I heard Lizzy come in the back door and walk up to me. Then she laughed. “Oh my God, look at your neck! Looks like somebody had one hell of a birthday.”
But when I looked up at her, she must have seen the pain in my eyes right away. Her face fell and she dropped onto the stool next to me. “What happened?”
“I don’t want to talk about it.”
“Oh Jared. After yesterday, the way he was watching you and touching you, I was just sure….”
“Still don’t want to talk about it.”
“Did the two of you have a fight?”
“Not exactly.”
“Did you break up?”
“Lizzy, we would have had to be together in order for us to break up.”
“Then what?”
So I told her. And the sympathy in her blue eyes was almost the worst part of it.
She hugged me despite her bulging belly. “I’m sure he’ll come around. He’s obviously as crazy about you as you are about him. Just give him some time.”
But I couldn’t believe her.
CHAPTER 17
I CALLED him a few times over the next week or two, but he never answered. I left messages.
The first time, three days after my birthday, I tried to sound casual. “Matt, it’s okay. We both had a lot to drink.” I didn’t think that had anything to do with what had happened, but I was willing to give him that as an excuse if it would help. “It doesn’t matter. Call me.”
Three days after that, I was starting to feel desperately lost. “Matt, you don’t have to avoid me. Nothing happened. Let’s just forget it. See you on Sunday, okay?”
And when he didn’t show up to watch football on Sunday, I called again. I had carefully thought out what I was going to say after the beep—something glib about his Chiefs losing to the Raiders. But for some reason, the words died on my tongue. All I managed to say was, “Matt, I miss you.”
I didn’t call again after that.
The next few weeks were miserable. Matt continued to avoid me. And worst of all, he started dating Cherie. Not just sleeping with her, like he had over the summer, but actually dating.
I knew what he was doing. He was trying to convince himself that he could be happy with a woman.
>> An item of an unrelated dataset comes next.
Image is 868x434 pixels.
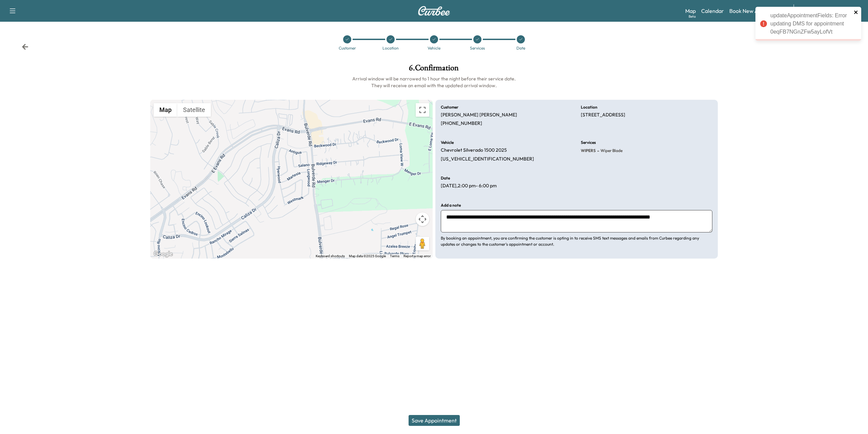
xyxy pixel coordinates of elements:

He was telling himself that his feelings for me were nothing more than the result of having spent too much time together and that if he just spent more time with Cherie, he could transfer those feelings to her. I didn’t think it would work, and yet I was terrified that it would.
I couldn’t believe how lonely I was. I tried to comfort myself with the thought that my life was now just as it had been for years before he arrived. It hadn’t seemed that bad back then. But now I felt crushed. My house felt like a graveyard. Every time the door opened in the shop, I hoped it was him, but it never was. Every evening, I hoped he would knock on the door. Even football wasn’t as much fun. The few Sundays we had spent together watching it, our perfect companionship, taunted me as I sat by myself, watching the games. Lizzy and Brian invited me over, of course, and I went once or twice, but instead of cheering me up, it only served to depress Lizzy, so I quit going.
“He’s not even happy,” she told me one day. “Brian and I saw them when we went out to dinner, and he looked miserable.”
And the worst part was that I thought she was right. The times I had seen him, he did look miserable. Even his pseudo-smile hadn’t been there.